Health gender self-ratings in Russia, Estonia, Lithuania and Finland
Voormann R.
Institute of international and social studies, Tallinn university, Tallinn, Estonia voormann@iiss.ee
Helemae Е.
Institute of international and social studies, Tallinn university, Tallinn, Estonia jelena.helemae@iiss.ee
Voormann R., Helemae Е. Health gender self-ratings in Russia, Estonia, Lithuania and Finland. Sotsiologicheskie issledovaniya [Sociological Studies]. 2016. No 7. P. 109-118
The article analyses gender inequalities in self-rated health by comparing different types of welfare states regimes: post-socialist Russia, Lithuania, Estonia and social-democratic Finland.

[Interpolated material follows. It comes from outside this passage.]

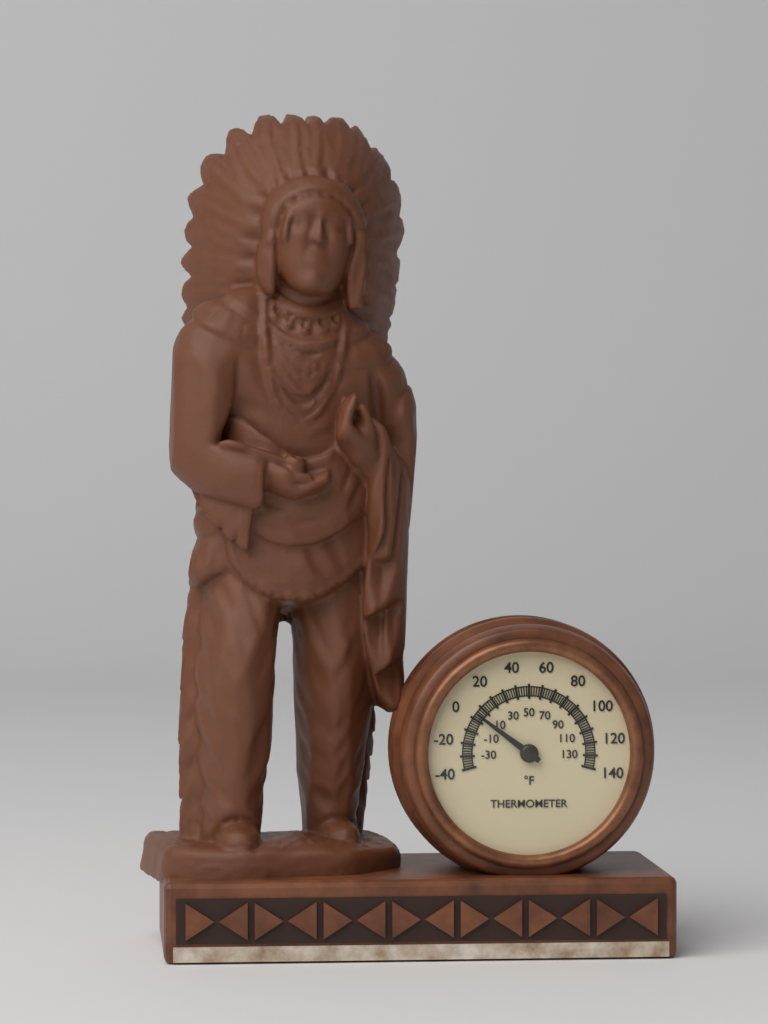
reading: 4 °F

Two theories – the neo-materialist theory and the theory of social syndrome, which in this study is regarded as complementary – form conceptual basis of the analysis. In its course a hypothesis that gender inequality in self-rated health is either the result of the differences in exposure to material and psychosocial factors, or the result of differences in vulnerability (reaction to them) of men and women was tested. The results of data analysis of the European Social Survey (sixth wave, 2012/2013) showed that Lithuania and Estonia (as state-crafted neo-liberal regimes) are more similar to the social-democratic Finland, where there is no significant gender inequalities in self-rated health, rather than to Russia (which is socio-economically a most unequal neoliberal regime), where gender inequalities in self-rated health appear most clearly. Thereby only differential vulnerability hypothesis found partial confirmation in post-socialist Estonia and Russia.